One buzz on-line this month has been a family in Indonesia who all died from the bird flu. While the first victim got it from a sick chicken, the rest apparently all got it from the first victim in the later stages of the infection. Although this constituted human to human transmission, the experts are still saying the virus has not mutated. Fair enough, I guess, except all seven people who got the bug are now dead.
As I understand the problem with bird flu – the mortality issue arises out of the H5N1 virus being something to which we have no immune system response. None of us have been exposed to it before, which is why when there eventually is a human to human outbreak – it is expected, feared to be a massive pandemic.
Despite Tamiflu’s potential mitigation of the virus, due to variation and unavoidable mutation of viruses – we don’t even know if when the time comes that will work. Which gets to my question: if lack of exposure is what will ultimately determine how many people die, then why are we not including some variant of H5N1 in our annual flu vaccines so our bodies will at least have some form of protection?
It may not ultimately be the exact viral form that hits, it may not keep us from getting sick, but it will at least improve everyone’s chance of surviving the bird flu – would it not? Assuming the science that’s been in the news for almost two years is true (and it seems like it is) – it seems like the issue now is not whether we will get bird flu, but whether we will live through it.
Maybe someone much more microbial than most can advise why that’s a bad suggestion; maybe someone’s already doing it, and I just missed that press release. But if it’s not – well, then it’s time for the CDC and company to make like a Vault commercial – and get to it.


**Brief**
Going through the entries below, count each line containing the word "swatch". Report the number only.

━━━ Data for this exercise

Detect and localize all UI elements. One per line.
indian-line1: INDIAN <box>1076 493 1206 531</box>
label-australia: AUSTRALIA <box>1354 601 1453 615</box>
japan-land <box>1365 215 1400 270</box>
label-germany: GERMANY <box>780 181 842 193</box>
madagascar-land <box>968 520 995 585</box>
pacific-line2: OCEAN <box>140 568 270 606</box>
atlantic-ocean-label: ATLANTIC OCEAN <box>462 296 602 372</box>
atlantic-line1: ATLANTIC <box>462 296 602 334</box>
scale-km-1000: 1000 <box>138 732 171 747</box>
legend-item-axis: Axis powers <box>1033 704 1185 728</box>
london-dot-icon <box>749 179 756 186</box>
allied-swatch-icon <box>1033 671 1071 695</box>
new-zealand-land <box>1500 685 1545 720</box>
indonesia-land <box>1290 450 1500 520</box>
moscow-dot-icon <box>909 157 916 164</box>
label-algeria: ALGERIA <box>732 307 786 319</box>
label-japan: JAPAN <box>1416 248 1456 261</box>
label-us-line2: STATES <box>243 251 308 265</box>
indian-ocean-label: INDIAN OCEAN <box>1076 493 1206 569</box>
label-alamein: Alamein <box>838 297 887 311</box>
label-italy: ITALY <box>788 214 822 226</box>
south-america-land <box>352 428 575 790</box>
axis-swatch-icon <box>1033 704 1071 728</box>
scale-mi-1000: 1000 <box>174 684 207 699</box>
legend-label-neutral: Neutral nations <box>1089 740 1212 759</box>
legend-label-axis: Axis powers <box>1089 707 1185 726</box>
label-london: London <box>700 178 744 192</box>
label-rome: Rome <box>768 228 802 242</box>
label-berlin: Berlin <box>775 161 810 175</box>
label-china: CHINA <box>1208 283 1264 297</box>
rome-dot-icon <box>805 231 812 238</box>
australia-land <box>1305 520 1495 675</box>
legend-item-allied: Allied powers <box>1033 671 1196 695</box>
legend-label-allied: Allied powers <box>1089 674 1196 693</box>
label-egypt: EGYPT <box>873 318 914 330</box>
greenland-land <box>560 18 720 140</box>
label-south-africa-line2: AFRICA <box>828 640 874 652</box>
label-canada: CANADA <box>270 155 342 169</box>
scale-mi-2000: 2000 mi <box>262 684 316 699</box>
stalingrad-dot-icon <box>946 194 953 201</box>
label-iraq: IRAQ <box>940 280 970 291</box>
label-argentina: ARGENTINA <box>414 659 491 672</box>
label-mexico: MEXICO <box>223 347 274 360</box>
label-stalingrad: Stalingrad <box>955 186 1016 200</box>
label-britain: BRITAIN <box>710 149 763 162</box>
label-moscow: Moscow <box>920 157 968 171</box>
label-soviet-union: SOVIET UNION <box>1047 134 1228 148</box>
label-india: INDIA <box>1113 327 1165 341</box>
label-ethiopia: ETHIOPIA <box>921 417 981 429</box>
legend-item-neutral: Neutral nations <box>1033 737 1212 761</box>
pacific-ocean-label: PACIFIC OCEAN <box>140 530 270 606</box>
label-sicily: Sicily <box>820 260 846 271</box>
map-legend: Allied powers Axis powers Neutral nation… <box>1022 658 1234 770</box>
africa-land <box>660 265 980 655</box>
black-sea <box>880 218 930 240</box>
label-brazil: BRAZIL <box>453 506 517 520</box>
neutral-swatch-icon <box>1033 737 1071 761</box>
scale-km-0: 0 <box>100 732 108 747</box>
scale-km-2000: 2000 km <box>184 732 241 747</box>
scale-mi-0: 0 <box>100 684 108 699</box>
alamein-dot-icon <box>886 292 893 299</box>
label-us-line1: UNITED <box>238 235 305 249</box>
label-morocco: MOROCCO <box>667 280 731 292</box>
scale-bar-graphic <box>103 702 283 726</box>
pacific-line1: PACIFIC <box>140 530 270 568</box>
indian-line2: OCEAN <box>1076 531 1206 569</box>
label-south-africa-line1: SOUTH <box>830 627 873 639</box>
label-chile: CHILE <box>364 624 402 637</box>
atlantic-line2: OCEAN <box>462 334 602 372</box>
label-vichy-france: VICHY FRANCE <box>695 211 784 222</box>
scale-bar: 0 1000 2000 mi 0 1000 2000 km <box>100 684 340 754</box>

━━━━━━

**Exercise answer**
3